House debates

Tuesday, 23 May 2023

Bills

Constitution Alteration (Aboriginal and Torres Strait Islander Voice) 2023; Second Reading

6:53 pm

Photo of Elizabeth Watson-BrownElizabeth Watson-Brown (Ryan, Australian Greens) Share this | Hansard source

First Nations people have been bravely raising their voices for decades, for centuries, from the resistance in the frontier wars and the Australian Aboriginal Progressive Association in the 1920s to the Tent Embassy in the seventies and the Australian Black Lives Matter and sovereignty movements today, alongside countless other instances of local organising and campaign work led by First Nations people. If you had to draw up a balance sheet, you'd have to say that they have, on the whole and despite progress here and there, been shamefully not listened to by both sides of politics. In fact, the dispossession that came with colonisation has continued in many ways.

In some ways, things have actually been getting worse. We are seeing growing, absolutely disproportionate incarceration rates. They have doubled in the last three decades. First Nations children are now jailed at 20 times—20 times!—the rate of non-First Nations children. Eleven-year-olds are being locked up and abused for minor offences. Over 540 First Nations people have died in custody since the Royal Commission into Aboriginal Deaths in Custody. This all connects with the absolutely shameful lack of housing for First Nations people, the poor funding for Aboriginal legal services, the lack of support for First Nations-led education across the country, the abysmal health outcomes that stem from underinvestment in First Nations-led health and underinvestment in our universal health system more broadly, particularly in regional areas.

When social issues emerge from this, the response from governments, both Labor and Liberal, has been the opposite of empowering First Nations people to co-design and to lead their own solutions. They have been paternalistic disasters, like the Northern Territory intervention. On top of this, governments of both persuasions have allowed the ongoing destruction of First Nations country for the profits of coal and gas corporations. Queensland Labor swung its support behind the Adani's Carmichael mine against the wishes of the Wangan and Yagalingu mob. We've seen destruction of sacred sites, like Juukan Gorge, for the profits of these fossil fuel corporations. We've seen the destruction of sacred sites like the Djab Wurrung birthing trees in Victoria and at Deebing Creek Mission, near my electorate, which are the sites for highway expansions and for the profits of big developers.

Against all of these injustices, First Nations people have fought back. They've raised their voices, only to have those voices silenced and ignored. So the idea that alongside truth and treaty Australia will have a Voice to Parliament is an important and timely one, and the Greens support the campaign for yes. In fact, the Greens were the first to support the Uluru Statement from the Heart in full, and we see Truth, Treaty and Voice as intimately bound up with one another.

A truth-telling process can set the record straight on the crimes and the impacts of colonisation and can unite the nation around a shared understanding of our history, not sweeping it under the rug. A treaty can unite Australia on a shared future, helping empower First Nations people to be in charge of their own destiny and formally recognising their sovereignty. A Voice alone won't be enough. We need truth; we need treaty. But a successful referendum could be the start of a decade of change for First Nations people as we move towards this truth-telling, this treaty-making and towards self-determination—and that self-determination concept is absolutely critical here.

We need to ensure that this Voice is properly democratic and reflective of the interests and the will of everyday First Nations people in this country, that it represents the grassroots of First Nations communities who fully understand their own lives and the way forward for their own communities. We also need to make sure that the government listens. To do that, we all need to join up with First Nations movements to build the community power that will hold the government to account, to open up space for real change and build solidarity between First Nations and non-First Nations communities. Because at the end of the day, the same big corporations that are ruining the planet for profit and undermining all of our futures are the same big corporations destroying First Nations country. The system that puts the profits of huge multinationals ahead of everyday people's needs is the same one that systematically puts First Nations communities last. Thank you.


[Aim of the exercise]:
Reproduce each entry exactly as it reads. Leave the images out.

┄┄┄┄┄┄┄┄┄┄┄┄┄┄┄┄┄┄┄┄

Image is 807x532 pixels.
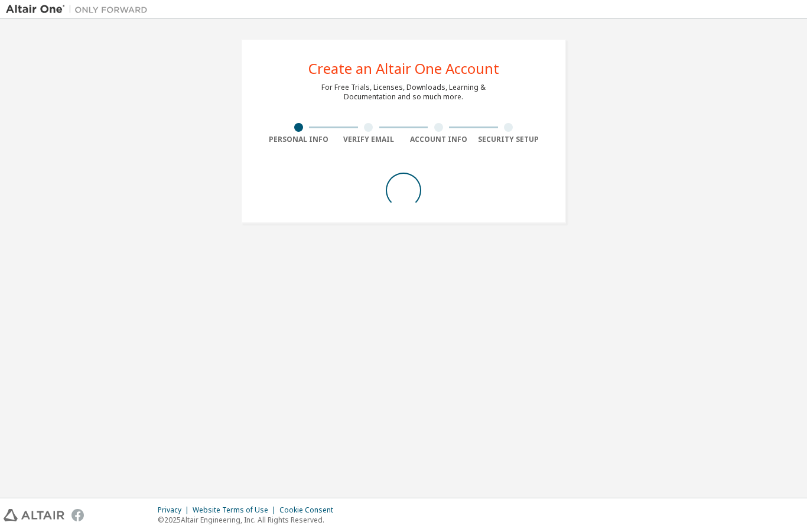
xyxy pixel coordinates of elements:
[403,134,474,145] div: Account Info
[4,509,64,521] img: altair_logo.svg
[308,62,499,75] div: Create an Altair One Account
[157,515,340,525] p: © 2025 Altair Engineering, Inc. All Rights Reserved.
[192,505,280,515] div: Website Terms of Use
[474,134,544,145] div: Security Setup
[157,505,192,515] div: Privacy
[72,509,84,521] img: facebook.svg
[321,83,486,101] div: For Free Trials, Licenses, Downloads, Learning & Documentation and so much more.
[280,505,340,515] div: Cookie Consent
[263,134,334,145] div: Personal Info
[334,134,404,145] div: Verify Email
[6,4,154,16] img: Altair One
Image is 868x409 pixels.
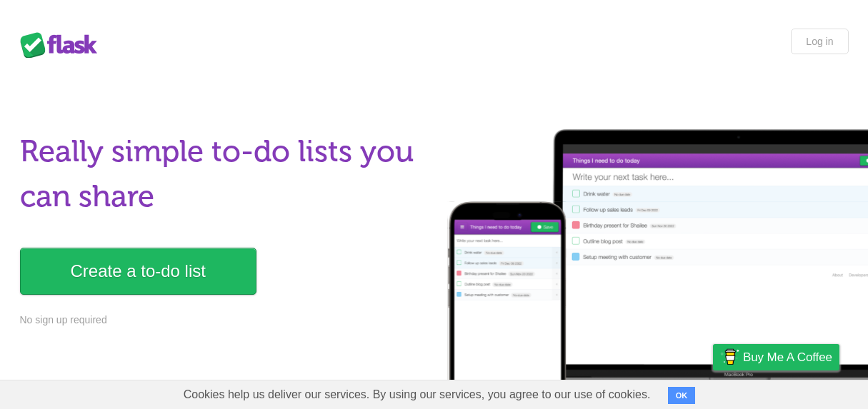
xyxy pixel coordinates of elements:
[791,28,848,54] a: Log in
[668,387,696,404] button: OK
[20,129,426,219] h1: Really simple to-do lists you can share
[713,344,840,370] a: Buy me a coffee
[20,312,426,327] p: No sign up required
[169,380,665,409] span: Cookies help us deliver our services. By using our services, you agree to our use of cookies.
[20,248,256,294] a: Create a to-do list
[20,32,106,58] div: Flask Lists
[743,344,832,370] span: Buy me a coffee
[720,344,739,369] img: Buy me a coffee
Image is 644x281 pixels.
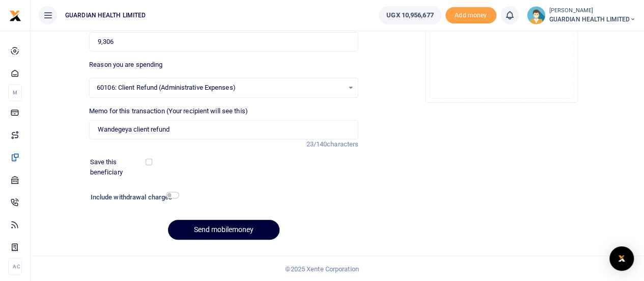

┄┄┄┄┄┄┄┄┄┄┄┄┄┄┄┄┄┄┄┄

[Response below]:
Image is 807x532 pixels.
xyxy pixel coordinates of elements:
[403,134,474,145] div: Account Info
[4,509,64,521] img: altair_logo.svg
[308,62,499,75] div: Create an Altair One Account
[157,515,340,525] p: © 2025 Altair Engineering, Inc. All Rights Reserved.
[192,505,280,515] div: Website Terms of Use
[474,134,544,145] div: Security Setup
[157,505,192,515] div: Privacy
[72,509,84,521] img: facebook.svg
[321,83,486,101] div: For Free Trials, Licenses, Downloads, Learning & Documentation and so much more.
[280,505,340,515] div: Cookie Consent
[263,134,334,145] div: Personal Info
[334,134,404,145] div: Verify Email
[6,4,154,16] img: Altair One
Image is 868x409 pixels.
xyxy pixel coordinates of elements:
[791,28,848,54] a: Log in
[668,387,696,404] button: OK
[20,129,426,219] h1: Really simple to-do lists you can share
[713,344,840,370] a: Buy me a coffee
[20,312,426,327] p: No sign up required
[169,380,665,409] span: Cookies help us deliver our services. By using our services, you agree to our use of cookies.
[20,248,256,294] a: Create a to-do list
[20,32,106,58] div: Flask Lists
[743,344,832,370] span: Buy me a coffee
[720,344,739,369] img: Buy me a coffee
Image is 644x281 pixels.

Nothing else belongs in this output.